On Birthright during Kabbalat Shabbat on the second day of the trip, I tried imparting this lesson I’d learned over a decade ago, tying it in to L’chah Dodi, the major prayer welcoming in the Sabbath Queen, and bringing the final curtain in to the transition into Shabbat. It was the first time in a while I’d thought about it.

I’m not planning to go back to daily prayers any time soon. Despite the fact that I always left praying inspired, with some hanging thread of an idea fully formed into an actionable project. It was a meditation. These days I have other channels to express that. Writing. Drawing. Painting. Improvising. To name a few.
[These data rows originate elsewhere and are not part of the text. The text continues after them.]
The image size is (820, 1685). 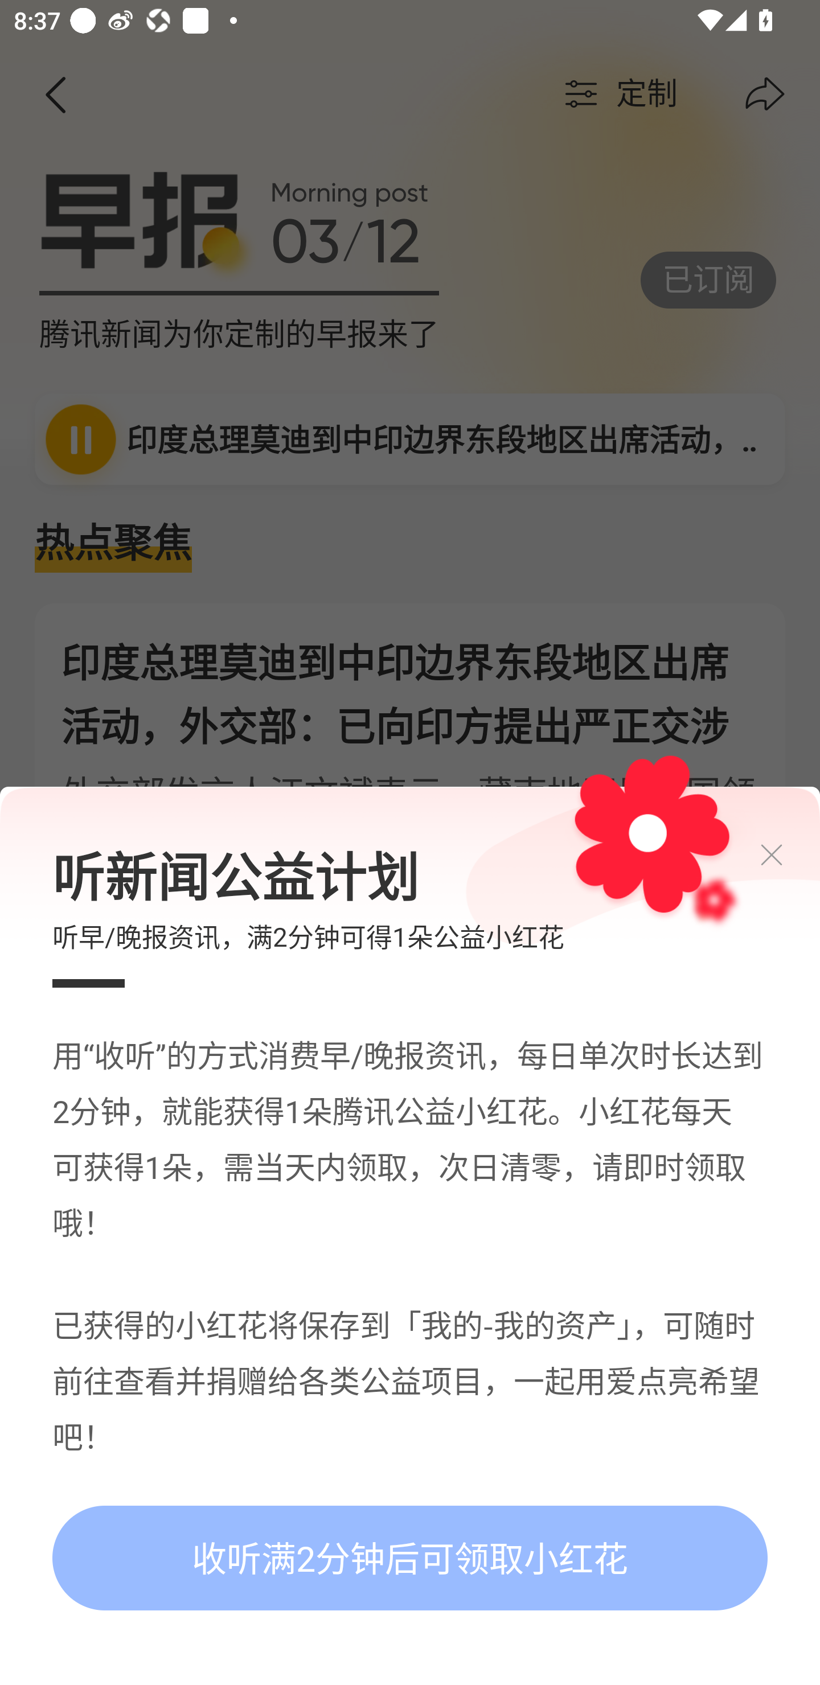 What do you see at coordinates (410, 1559) in the screenshot?
I see `收听满2分钟后可领取小红花` at bounding box center [410, 1559].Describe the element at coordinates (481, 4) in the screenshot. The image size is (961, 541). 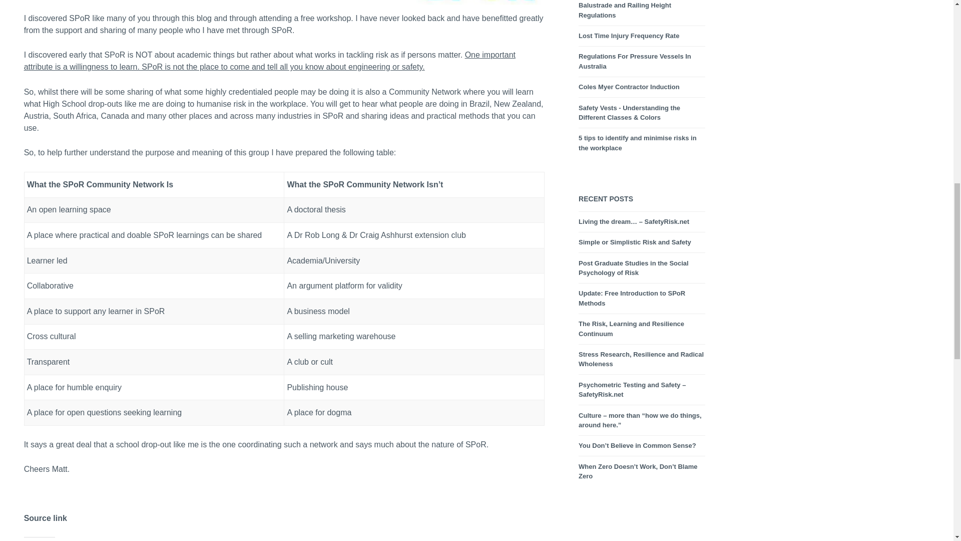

But the lesson remains the same. Creating that transition to the Godly spirit. Others call it by a different name. Entering a Flow State. Fighting past Resistance. Reaching a level of Nirvana. We’re all saying the same thing. Whatever gets you there. While my channel is different these days, the direction of the path remains the same.

I hope I came close on my trip to having the same impact on some of the participants that Danny had on me. Helped on their path. Because for a year, as I prayed every morning, I understood in a very clear sense, exactly what my purpose was. Why I was set here.

What all of this means.

These days I’m more lost then ever, but once upon a time I knew. There’s a good chance I’ll rediscover that sense of passion. It gives me hope.